Peter Earle uses the changing chicken sandwich to celebrate capitalism. A slice:

A recent meme points to the ubiquity of chicken sandwiches across major fast food chains as supposed evidence of stagnation in capitalism. If twelve top firms offer a similar product, the argument goes, how innovative can an economic system truly be?

But that line of reasoning badly misrepresents both the nature of competition and the role of iterative improvement in markets. The explosion of chicken sandwich options is not a sign of creative bankruptcy — it’s a case study in product refinement, branding evolution, and consumer-focused differentiation. Far from signaling sameness, the chicken sandwich wars reveal how even within a narrow category, firms continuously jockey to win customer loyalty, and with it, market share.

Chicken dishes — especially fried chicken and chicken sandwiches — have become a cornerstone of American food culture, driven by its broad appeal, versatility, and relative affordability. In recent years, chicken sandwiches have surged in popularity, with the 2019 “chicken sandwich wars” showcasing consumer demand and brand competition. Today, nearly every major fast food chain (in industry parlance, a quick-service restaurant or QSR) offers at least one signature chicken sandwich, alongside consumer favorites like traditional beef burgers. Every firm named in this meme has innovated in some way or another — more frequently, in several.
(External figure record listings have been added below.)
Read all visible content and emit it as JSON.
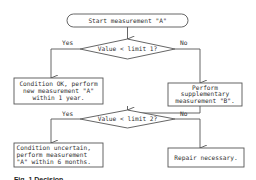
{
  "flowchart": {
    "start": {
      "label": "Start measurement \"A\""
    },
    "decision1": {
      "label": "Value < limit 1?",
      "yes_label": "Yes",
      "no_label": "No"
    },
    "yes1_box": {
      "lines": [
        "Condition OK, perform",
        "new measurement \"A\"",
        "within 1 year."
      ]
    },
    "no1_box": {
      "lines": [
        "Perform",
        "supplementary",
        "measurement \"B\"."
      ]
    },
    "decision2": {
      "label": "Value < limit 2?",
      "yes_label": "Yes",
      "no_label": "No"
    },
    "yes2_box": {
      "lines": [
        "Condition uncertain,",
        "perform measurement",
        "\"A\" within 6 months."
      ]
    },
    "no2_box": {
      "lines": [
        "Repair necessary."
      ]
    }
  },
  "caption": "Fig. 1 Decision"
}
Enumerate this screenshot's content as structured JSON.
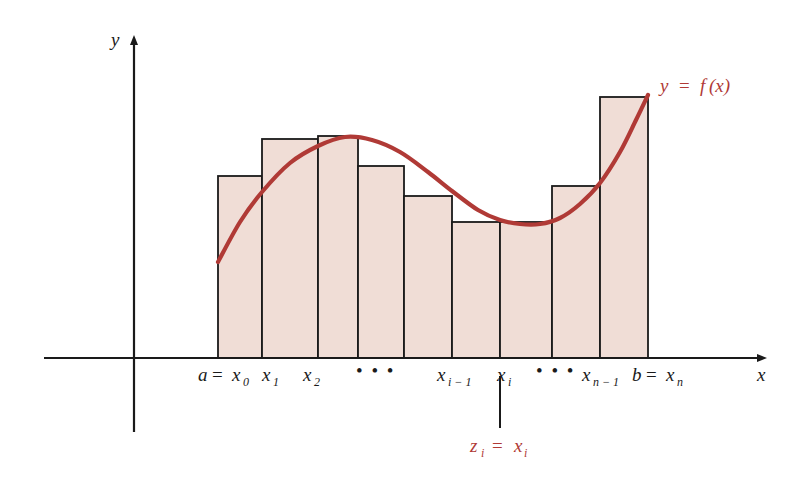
{
  "figure": {
    "axis_labels": {
      "x": "x",
      "y": "y"
    },
    "curve_label": {
      "y": "y",
      "equals": "=",
      "f": "f",
      "arg": "(x)"
    },
    "sample_point_label": {
      "z": "z",
      "z_sub": "i",
      "equals": "=",
      "x": "x",
      "x_sub": "i"
    },
    "tick_labels": [
      {
        "name": "a-equals-x0",
        "main": "a",
        "op": "=",
        "var": "x",
        "sub": "0",
        "x": 198
      },
      {
        "name": "x1",
        "main": "",
        "op": "",
        "var": "x",
        "sub": "1",
        "x": 262
      },
      {
        "name": "x2",
        "main": "",
        "op": "",
        "var": "x",
        "sub": "2",
        "x": 303
      },
      {
        "name": "ellipsis-left",
        "main": "",
        "op": "",
        "var": "",
        "sub": "",
        "x": 356
      },
      {
        "name": "xi-minus-1",
        "main": "",
        "op": "",
        "var": "x",
        "sub": "i − 1",
        "x": 437
      },
      {
        "name": "xi",
        "main": "",
        "op": "",
        "var": "x",
        "sub": "i",
        "x": 497
      },
      {
        "name": "ellipsis-right",
        "main": "",
        "op": "",
        "var": "",
        "sub": "",
        "x": 536
      },
      {
        "name": "xn-minus-1",
        "main": "",
        "op": "",
        "var": "x",
        "sub": "n − 1",
        "x": 582
      },
      {
        "name": "b-equals-xn",
        "main": "b",
        "op": "=",
        "var": "x",
        "sub": "n",
        "x": 632
      }
    ],
    "ellipsis_dots": "• • •",
    "colors": {
      "curve": "#b03a36",
      "rectangle_fill": "#f0ddd6",
      "rectangle_stroke": "#1a1a1a",
      "axis": "#1a1a1a",
      "annotation": "#b03a36"
    }
  },
  "chart_data": {
    "type": "bar",
    "title": "",
    "subtitle": "",
    "xlabel": "x",
    "ylabel": "y",
    "grid": false,
    "legend": null,
    "axis_origin": {
      "x": 134,
      "y": 358
    },
    "xlim": [
      134,
      770
    ],
    "ylim": [
      358,
      40
    ],
    "categories": [
      "x0 to x1",
      "x1 to x2",
      "x2 to x3",
      "x3 to x4",
      "x4 to x5",
      "xi-1 to xi",
      "xi to xi+1",
      "xn-2 to xn-1",
      "xn-1 to xn"
    ],
    "bars": [
      {
        "x0": 218,
        "x1": 262,
        "top": 176
      },
      {
        "x0": 262,
        "x1": 318,
        "top": 139
      },
      {
        "x0": 318,
        "x1": 358,
        "top": 136
      },
      {
        "x0": 358,
        "x1": 404,
        "top": 166
      },
      {
        "x0": 404,
        "x1": 452,
        "top": 196
      },
      {
        "x0": 452,
        "x1": 500,
        "top": 222
      },
      {
        "x0": 500,
        "x1": 552,
        "top": 222
      },
      {
        "x0": 552,
        "x1": 600,
        "top": 186
      },
      {
        "x0": 600,
        "x1": 648,
        "top": 97
      }
    ],
    "values": [
      182,
      219,
      222,
      192,
      162,
      136,
      136,
      172,
      261
    ],
    "baseline": 358,
    "curve": {
      "name": "y = f(x)",
      "color": "#b03a36",
      "points": [
        [
          218,
          262
        ],
        [
          240,
          222
        ],
        [
          262,
          192
        ],
        [
          290,
          163
        ],
        [
          318,
          146
        ],
        [
          345,
          137
        ],
        [
          372,
          140
        ],
        [
          400,
          152
        ],
        [
          428,
          172
        ],
        [
          452,
          191
        ],
        [
          478,
          210
        ],
        [
          500,
          220
        ],
        [
          520,
          224
        ],
        [
          540,
          224
        ],
        [
          560,
          218
        ],
        [
          580,
          204
        ],
        [
          600,
          183
        ],
        [
          620,
          152
        ],
        [
          636,
          120
        ],
        [
          648,
          95
        ]
      ]
    },
    "sample_point": {
      "x": 500,
      "label": "z_i = x_i"
    }
  }
}
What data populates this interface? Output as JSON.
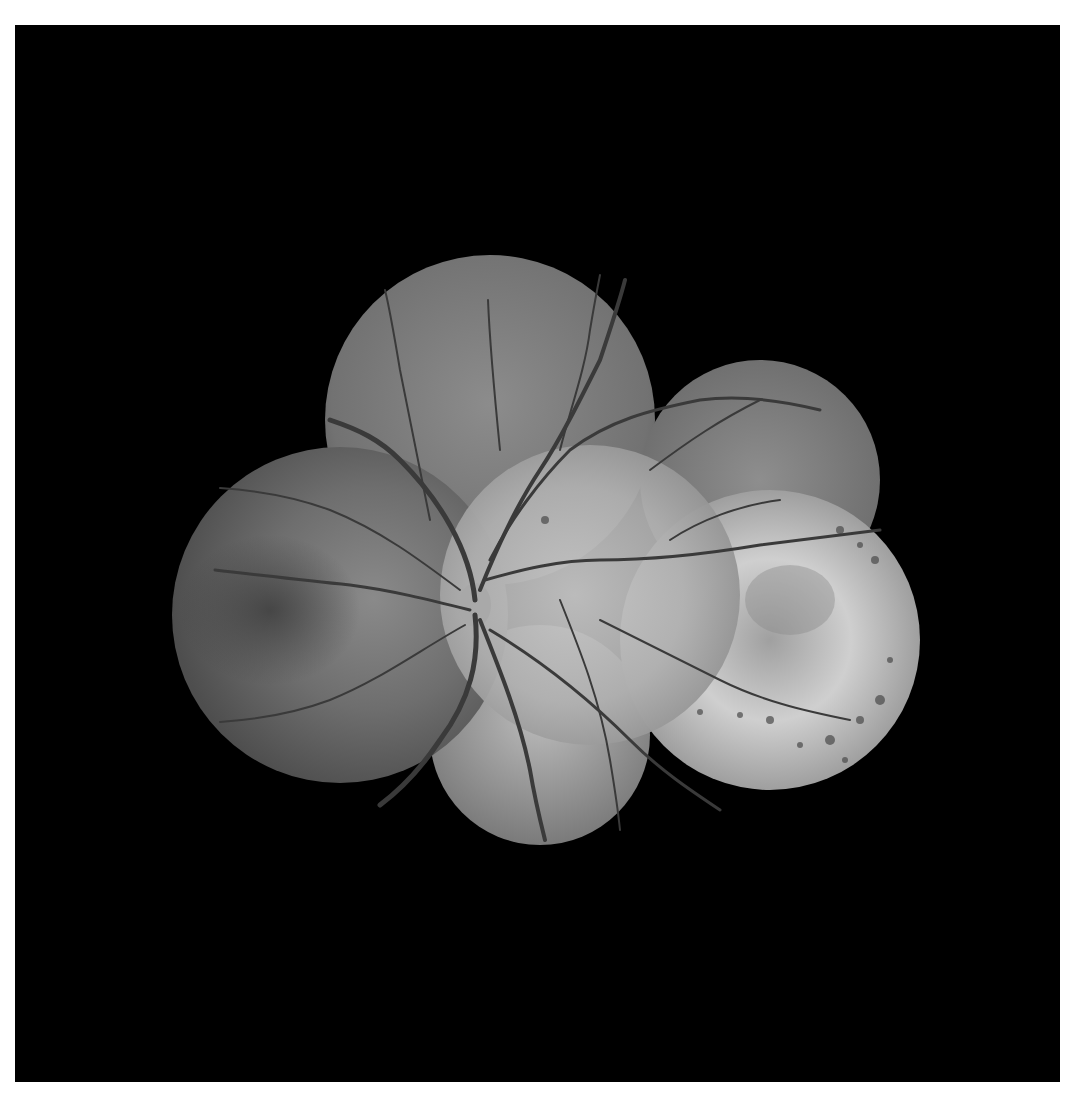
{
  "image": {
    "kind": "fundus-photo-montage",
    "description": "Grayscale wide-field retinal fundus montage composed of six overlapping circular photographs on a black background",
    "background_color": "#000000",
    "frame_color": "#ffffff",
    "fields": [
      {
        "name": "superior",
        "cx": 490,
        "cy": 420,
        "r": 165
      },
      {
        "name": "superotemporal",
        "cx": 760,
        "cy": 480,
        "r": 120
      },
      {
        "name": "left-nasal",
        "cx": 340,
        "cy": 615,
        "r": 168
      },
      {
        "name": "central-posterior-pole",
        "cx": 590,
        "cy": 595,
        "r": 150
      },
      {
        "name": "right-temporal-lesion",
        "cx": 770,
        "cy": 640,
        "r": 150
      },
      {
        "name": "inferior",
        "cx": 540,
        "cy": 735,
        "r": 110
      }
    ],
    "features": {
      "optic_disc": {
        "x": 470,
        "y": 610
      },
      "pigmented_lesion_region": {
        "x": 790,
        "y": 630
      }
    }
  }
}
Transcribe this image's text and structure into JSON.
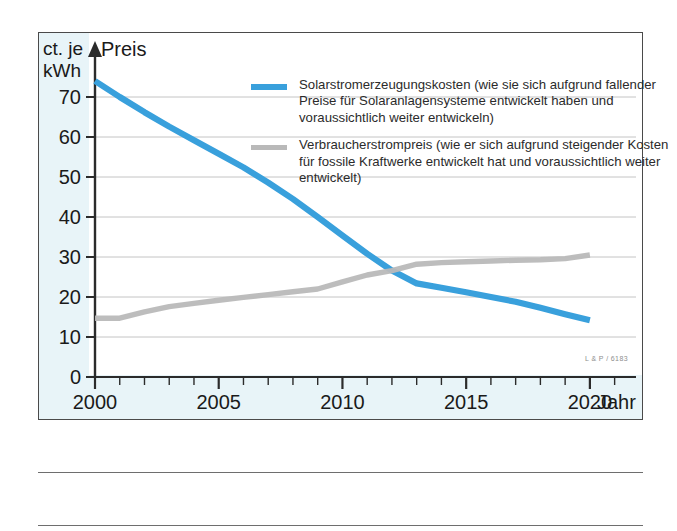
{
  "chart_data": {
    "type": "line",
    "title": "",
    "xlabel": "Jahr",
    "ylabel": "ct. je kWh",
    "ylabel_line1": "ct. je",
    "ylabel_line2": "kWh",
    "yaxis_arrow_label": "Preis",
    "xlim": [
      2000,
      2021.5
    ],
    "ylim": [
      0,
      76
    ],
    "grid": "horizontal",
    "legend_position": "top-right-inside",
    "y_ticks": [
      0,
      10,
      20,
      30,
      40,
      50,
      60,
      70
    ],
    "y_tick_labels": [
      "0",
      "10",
      "20",
      "30",
      "40",
      "50",
      "60",
      "70"
    ],
    "x_ticks": [
      2000,
      2001,
      2002,
      2003,
      2004,
      2005,
      2006,
      2007,
      2008,
      2009,
      2010,
      2011,
      2012,
      2013,
      2014,
      2015,
      2016,
      2017,
      2018,
      2019,
      2020,
      2021
    ],
    "x_tick_labels": [
      "2000",
      "2005",
      "2010",
      "2015",
      "2020"
    ],
    "x_major_ticks": [
      2000,
      2005,
      2010,
      2015,
      2020
    ],
    "series": [
      {
        "name": "Solarstromerzeugungskosten",
        "color": "#39a0dc",
        "x": [
          2000,
          2001,
          2002,
          2003,
          2004,
          2005,
          2006,
          2007,
          2008,
          2009,
          2010,
          2011,
          2012,
          2013,
          2014,
          2015,
          2016,
          2017,
          2018,
          2019,
          2020
        ],
        "values": [
          74.0,
          70.0,
          66.2,
          62.6,
          59.2,
          55.8,
          52.4,
          48.6,
          44.5,
          40.0,
          35.4,
          30.8,
          26.6,
          23.4,
          22.3,
          21.2,
          20.0,
          18.8,
          17.3,
          15.7,
          14.2
        ]
      },
      {
        "name": "Verbraucherstrompreis",
        "color": "#b9b9b9",
        "x": [
          2000,
          2001,
          2002,
          2003,
          2004,
          2005,
          2006,
          2007,
          2008,
          2009,
          2010,
          2011,
          2012,
          2013,
          2014,
          2015,
          2016,
          2017,
          2018,
          2019,
          2020
        ],
        "values": [
          14.7,
          14.7,
          16.3,
          17.6,
          18.4,
          19.2,
          19.9,
          20.6,
          21.3,
          22.0,
          23.8,
          25.5,
          26.6,
          28.2,
          28.6,
          28.8,
          29.0,
          29.2,
          29.3,
          29.6,
          30.5
        ]
      }
    ],
    "crossover": {
      "year": 2012,
      "value": 26.6
    }
  },
  "legend": [
    {
      "swatch_color": "#39a0dc",
      "swatch_style": "blue",
      "text": "Solarstromerzeugungskosten (wie sie sich aufgrund fallender Preise für Solaranlagensysteme entwickelt haben und voraussichtlich weiter entwickeln)"
    },
    {
      "swatch_color": "#b9b9b9",
      "swatch_style": "gray",
      "text": "Verbraucherstrompreis (wie er sich aufgrund steigender Kosten für fossile Kraftwerke entwickelt hat und voraussichtlich weiter entwickelt)"
    }
  ],
  "credit": "L & P / 6183"
}
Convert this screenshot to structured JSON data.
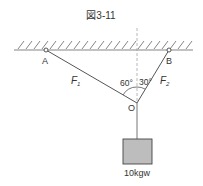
{
  "figure": {
    "title": "図3-11",
    "points": {
      "A": "A",
      "B": "B",
      "O": "O"
    },
    "forces": {
      "f1": "F",
      "f1_sub": "1",
      "f2": "F",
      "f2_sub": "2"
    },
    "angles": {
      "left": "60°",
      "right": "30°"
    },
    "weight_label": "10kgw",
    "colors": {
      "line": "#555555",
      "box_fill": "#bdbdbd",
      "box_stroke": "#444444"
    }
  }
}
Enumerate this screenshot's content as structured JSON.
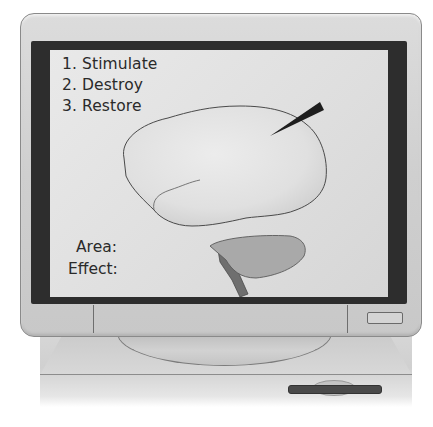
{
  "illustration": {
    "subject": "computer monitor displaying brain diagram",
    "colors": {
      "bezel": "#d2d2d2",
      "screen_frame": "#2d2d2d",
      "screen_background": "#e2e2e2",
      "brain_cerebrum": "#e4e4e4",
      "brain_cerebellum": "#a9a9a9",
      "brain_stem": "#6f6f6f",
      "probe": "#1e1e1e",
      "text": "#2a2a2a"
    }
  },
  "screen": {
    "menu": [
      {
        "number": "1.",
        "label": "Stimulate",
        "text": "1. Stimulate"
      },
      {
        "number": "2.",
        "label": "Destroy",
        "text": "2. Destroy"
      },
      {
        "number": "3.",
        "label": "Restore",
        "text": "3. Restore"
      }
    ],
    "fields": {
      "area_label": "Area:",
      "effect_label": "Effect:"
    },
    "diagram": {
      "icons": [
        "brain-icon",
        "probe-icon"
      ]
    }
  },
  "hardware": {
    "icons": [
      "power-button-icon",
      "floppy-drive-icon"
    ]
  }
}
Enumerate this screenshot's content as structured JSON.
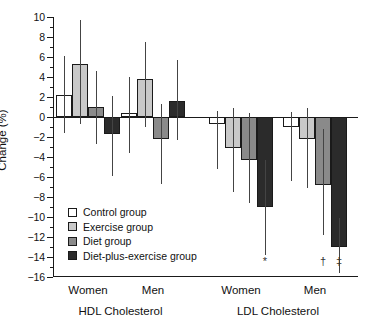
{
  "chart_data": {
    "type": "bar",
    "title": "",
    "xlabel": "",
    "ylabel": "Change (%)",
    "ylim": [
      -16,
      10
    ],
    "ytick_step": 2,
    "grid": false,
    "legend_position": "inside-lower-left",
    "yticks": [
      "10",
      "8",
      "6",
      "4",
      "2",
      "0",
      "-2",
      "-4",
      "-6",
      "-8",
      "-10",
      "-12",
      "-14",
      "-16"
    ],
    "panels": [
      "HDL Cholesterol",
      "LDL Cholesterol"
    ],
    "categories": [
      "Women",
      "Men",
      "Women",
      "Men"
    ],
    "category_panels": [
      "HDL Cholesterol",
      "HDL Cholesterol",
      "LDL Cholesterol",
      "LDL Cholesterol"
    ],
    "series": [
      {
        "name": "Control group",
        "color": "#ffffff",
        "values": [
          2.2,
          0.4,
          -0.7,
          -1.0
        ],
        "err_low": [
          -1.6,
          -3.6,
          -5.2,
          -6.4
        ],
        "err_high": [
          6.1,
          4.0,
          0.6,
          0.5
        ]
      },
      {
        "name": "Exercise group",
        "color": "#c9c9c9",
        "values": [
          5.3,
          3.8,
          -3.1,
          -2.2
        ],
        "err_low": [
          -0.7,
          -1.0,
          -7.5,
          -7.1
        ],
        "err_high": [
          9.7,
          7.5,
          0.9,
          0.9
        ]
      },
      {
        "name": "Diet group",
        "color": "#8a8a8a",
        "values": [
          1.0,
          -2.2,
          -4.3,
          -6.8
        ],
        "err_low": [
          -2.7,
          -6.7,
          -8.6,
          -11.8
        ],
        "err_high": [
          4.6,
          1.3,
          0.4,
          -1.2
        ]
      },
      {
        "name": "Diet-plus-exercise group",
        "color": "#2b2b2b",
        "values": [
          -1.7,
          1.6,
          -9.0,
          -13.0
        ],
        "err_low": [
          -5.9,
          -2.3,
          -13.8,
          -15.6
        ],
        "err_high": [
          2.1,
          5.7,
          -4.3,
          -10.1
        ]
      }
    ],
    "annotations": [
      {
        "symbol": "*",
        "category_index": 2,
        "series_index": 3
      },
      {
        "symbol": "†",
        "category_index": 3,
        "series_index": 2
      },
      {
        "symbol": "‡",
        "category_index": 3,
        "series_index": 3
      }
    ]
  },
  "legend": {
    "items": [
      {
        "label": "Control group",
        "color": "#ffffff"
      },
      {
        "label": "Exercise group",
        "color": "#c9c9c9"
      },
      {
        "label": "Diet group",
        "color": "#8a8a8a"
      },
      {
        "label": "Diet-plus-exercise group",
        "color": "#2b2b2b"
      }
    ]
  }
}
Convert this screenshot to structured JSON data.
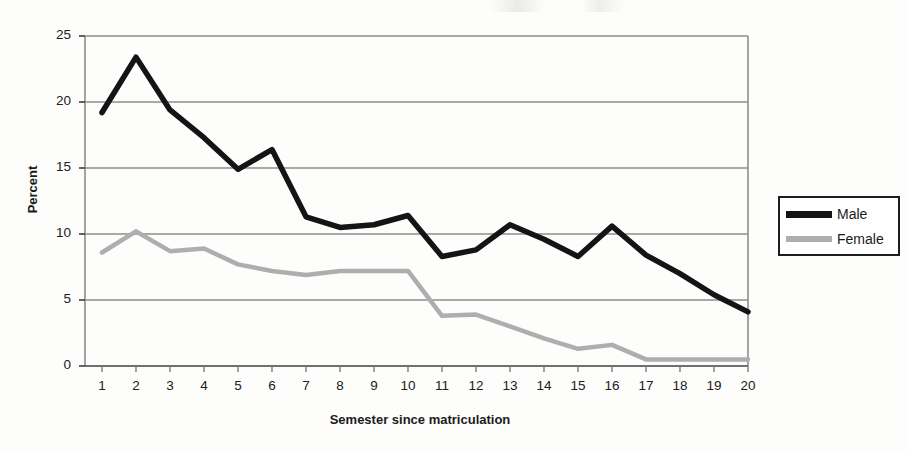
{
  "chart_data": {
    "type": "line",
    "title": "",
    "xlabel": "Semester since matriculation",
    "ylabel": "Percent",
    "x": [
      1,
      2,
      3,
      4,
      5,
      6,
      7,
      8,
      9,
      10,
      11,
      12,
      13,
      14,
      15,
      16,
      17,
      18,
      19,
      20
    ],
    "xtick_labels": [
      "1",
      "2",
      "3",
      "4",
      "5",
      "6",
      "7",
      "8",
      "9",
      "10",
      "11",
      "12",
      "13",
      "14",
      "15",
      "16",
      "17",
      "18",
      "19",
      "20"
    ],
    "ytick_labels": [
      "0",
      "5",
      "10",
      "15",
      "20",
      "25"
    ],
    "ytick_values": [
      0,
      5,
      10,
      15,
      20,
      25
    ],
    "xlim": [
      1,
      20
    ],
    "ylim": [
      0,
      25
    ],
    "grid": "horizontal",
    "legend_position": "right",
    "series": [
      {
        "name": "Male",
        "color": "#141414",
        "line_width": 5.5,
        "values": [
          19.2,
          23.4,
          19.4,
          17.3,
          14.9,
          16.4,
          11.3,
          10.5,
          10.7,
          11.4,
          8.3,
          8.8,
          10.7,
          9.6,
          8.3,
          10.6,
          8.4,
          7.0,
          5.4,
          4.1
        ]
      },
      {
        "name": "Female",
        "color": "#aeaeae",
        "line_width": 4.5,
        "values": [
          8.6,
          10.2,
          8.7,
          8.9,
          7.7,
          7.2,
          6.9,
          7.2,
          7.2,
          7.2,
          3.8,
          3.9,
          3.0,
          2.1,
          1.3,
          1.6,
          0.5,
          0.5,
          0.5,
          0.5
        ]
      }
    ]
  },
  "legend": {
    "items": [
      {
        "label": "Male"
      },
      {
        "label": "Female"
      }
    ]
  },
  "axes": {
    "y_title": "Percent",
    "x_title": "Semester since matriculation"
  }
}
Yale University undergraduate Lauren Kim is rightly critical of this reality: “Students rarely hear the moral case for markets.” A slice:

But the academic environment nonetheless remains tilted toward left-leaning ideas, especially when it comes to economics. I asked Lawrence Reed, former president of FEE, why free-market ideas receive less attention than more interventionist ideas in today’s universities. He cited Thomas Sowell, who once wrote, “The most fundamental fact about the ideas of the political left is that they do not work. Therefore we should not be surprised to find the left concentrated in institutions where ideas do not have to work in order to survive.” Sowell discusses how academic Marxists are unaffected by the blatant failures of socialism in the real world, claiming that professors can produce whatever content they want as long as the topic is ideologically fashionable enough. He concludes that leftists concentrate in places where it doesn’t matter whether or not their ideas “stand the test of performance,” leading many of them to be drawn to academia.